Updated

Oil sank toward $57 on Friday after touching the lowest level since July as swelling fuel stocks eased consumer fears of tight winter supplies.

U.S. light crude oil was down 14 cents at $57.66 a barrel at 1335 GMT, off a session low of $56.93, the weakest since July 21.

London Brent was off 23 cents at $55.45 a barrel.

U.S. oil prices have lost around $3, or five percent, since the start of the week, and are $13 below a late-August record of $70.85 touched in the wake of hurricane damage.

On Thursday they fell below a key technical indicator, the 200-day moving average, for the first time since 2002. Analysts said that could trigger a deeper selloff by funds who base decisions to buy or sell on chart analysis.

"The gap lower below the 200-day moving average is noteworthy since the market has not been below this.... since 2002," said Phil Roberts of Barclays Capital.

The market has also been weakened by signs of slower oil demand growth, rising stocks and mild weather.

Prices are still up around a third since the start of the year and more bullish analysts say there could be a strong rally if sudden cold temperatures spur fourth quarter demand.

Further fuelling the bulls, the U.S. Treasury Department said lower gasoline prices in early November and an improving jobs market had helped to bolster U.S. consumer sentiment.

But in the immediate term, oil stocks are higher than the same time a year ago in the United States and Europe and the Organization of the Petroleum Exporting Countries has said there were no takers for an extra two million barrels per day of crude it has volunteered if needed.

"No one took it and that means there is no demand and that is also showing in the dropping price of oil," Qatari Oil Minister Abdullah al-Attiyah said on Friday.

The cartel next meets on December 12 in Kuwait to reconsider its output policy.

OPEC's reference crude basket price dropped to $51.30 on Thursday, the latest available number, only just above the $50 a barrel level that OPEC ministers have said they would seek to defend.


## Exercise requirements
Drop all pictures and repeat exactly the lines from the line holding "Serialize everything readable" through the end of the records.

------ Supplied data ------

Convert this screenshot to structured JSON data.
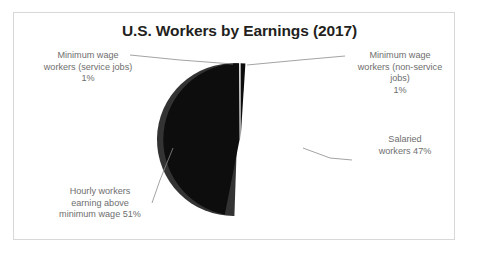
{
  "figure": {
    "title": "U.S. Workers by Earnings (2017)",
    "background_color": "#ffffff",
    "border_color": "#d8d8d8",
    "label_color": "#6e6e6e",
    "title_color": "#231f20",
    "leader_line_color": "#8c8c8c"
  },
  "labels": {
    "min_wage_service": {
      "line1": "Minimum wage",
      "line2": "workers (service jobs)",
      "line3": "1%"
    },
    "min_wage_nonservice": {
      "line1": "Minimum wage",
      "line2": "workers (non-service",
      "line3": "jobs)",
      "line4": "1%"
    },
    "salaried": {
      "line1": "Salaried",
      "line2": "workers 47%"
    },
    "hourly_above_min": {
      "line1": "Hourly workers",
      "line2": "earning above",
      "line3": "minimum wage 51%"
    }
  },
  "chart_data": {
    "type": "pie",
    "title": "U.S. Workers by Earnings (2017)",
    "xlabel": "",
    "ylabel": "",
    "grid": false,
    "legend_position": "none",
    "labels_position": "outside-with-leader-lines",
    "start_angle_deg": -90,
    "direction": "clockwise",
    "slice_gap": true,
    "categories": [
      "Hourly workers earning above minimum wage",
      "Minimum wage workers (service jobs)",
      "Minimum wage workers (non-service jobs)",
      "Salaried workers"
    ],
    "values": [
      51,
      1,
      1,
      47
    ],
    "value_unit": "percent",
    "labels": [
      "Hourly workers earning above minimum wage 51%",
      "Minimum wage workers (service jobs) 1%",
      "Minimum wage workers (non-service jobs) 1%",
      "Salaried workers 47%"
    ],
    "slices": [
      {
        "name": "Hourly workers earning above minimum wage",
        "value": 51,
        "display_value": "51%",
        "color": "#333333",
        "position": "left"
      },
      {
        "name": "Minimum wage workers (service jobs)",
        "value": 1,
        "display_value": "1%",
        "color": "#333333",
        "position": "top-left-sliver"
      },
      {
        "name": "Minimum wage workers (non-service jobs)",
        "value": 1,
        "display_value": "1%",
        "color": "#0d0d0d",
        "position": "top-right-sliver"
      },
      {
        "name": "Salaried workers",
        "value": 47,
        "display_value": "47%",
        "color": "#0d0d0d",
        "position": "right"
      }
    ],
    "total": 100
  }
}
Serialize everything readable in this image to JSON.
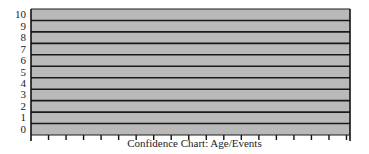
{
  "chart_data": {
    "type": "bar",
    "title": "Confidence Chart: Age/Events",
    "xlabel": "Confidence Chart: Age/Events",
    "ylabel": "",
    "ylim": [
      0,
      10
    ],
    "yticks": [
      "0",
      "1",
      "2",
      "3",
      "4",
      "5",
      "6",
      "7",
      "8",
      "9",
      "10"
    ],
    "x_tick_count": 18,
    "categories": [],
    "values": [],
    "grid": true,
    "legend": null
  },
  "colors": {
    "band_fill": "#b9b9b9",
    "grid_line": "#1a1a1a",
    "axis": "#111111",
    "background": "#ffffff"
  }
}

------

## Your solution
Serialize everything readable in this image to JSON.
{
  "chart_data": {
    "type": "bar",
    "title": "Confidence Chart: Age/Events",
    "xlabel": "Confidence Chart: Age/Events",
    "ylabel": "",
    "ylim": [
      0,
      10
    ],
    "yticks": [
      "0",
      "1",
      "2",
      "3",
      "4",
      "5",
      "6",
      "7",
      "8",
      "9",
      "10"
    ],
    "x_tick_count": 18,
    "categories": [],
    "values": [],
    "grid": true,
    "legend": null
  },
  "colors": {
    "band_fill": "#b9b9b9",
    "grid_line": "#1a1a1a",
    "axis": "#111111",
    "background": "#ffffff"
  }
}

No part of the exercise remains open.